I’m not sure exactly what criteria were used to create the rankings, but it looks like the top unisex names on this list were the top-1,000 names that “stuck around that 50-50 split” the longest from 1930 to 2012.
(In contrast, my unisex baby names page lists any name on the full list to fall within the 25-75 to 75-25 range, but only in the most recent year on record.)
The FlowingData post also mentions that, though the data is pretty noisy, there might be “a mild upward trend” over the years in the number of babies with a unisex name.
**In 1957, Johnny Carson’s 5-year-old son Kim had his name changed to Richard because he’d been having “a little trouble over his name being mistaken for a girl’s.”
Arvid Huisman, columnist for Webster City’s Daily Freeman-Journal, recently wrote a piece called What’s in a name?

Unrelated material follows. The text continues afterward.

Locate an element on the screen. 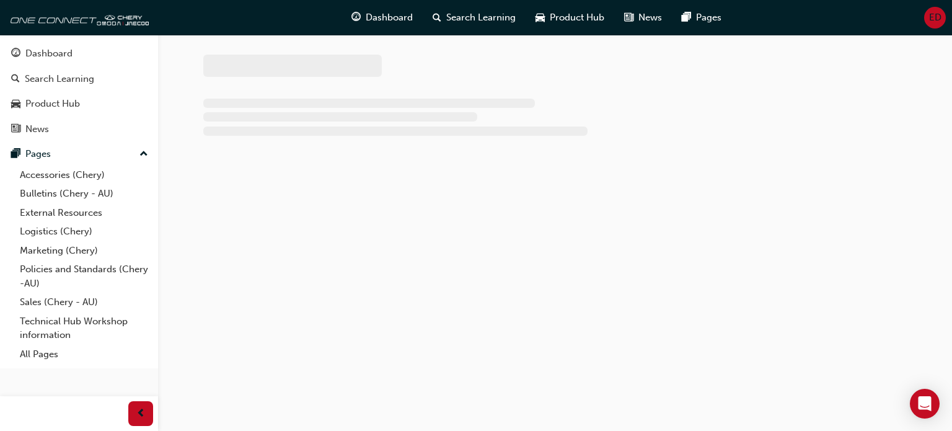  a: search-iconSearch Learning is located at coordinates (474, 17).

Here’s an excerpt:
As a first grader I wanted to be named Johnnie or Bobbie or Billie or Tommie — just about anything except Arvid.
By the time I was a young adult I realized that a unique name can be an asset and I continue to believe that. Once people commit an uncommon name to memory they don’t soon forget and that’s a good thing in business.
He (now) appreciates his own name, but he isn’t a big fan of names that are “exceptionally strange.” As an example, he offers the name La-a:
Care to take a guess on how to pronounce that? I needed help with it. It is pronounced La-dash-ah. Get it? La(dash)a. Now that’s just plain stupid.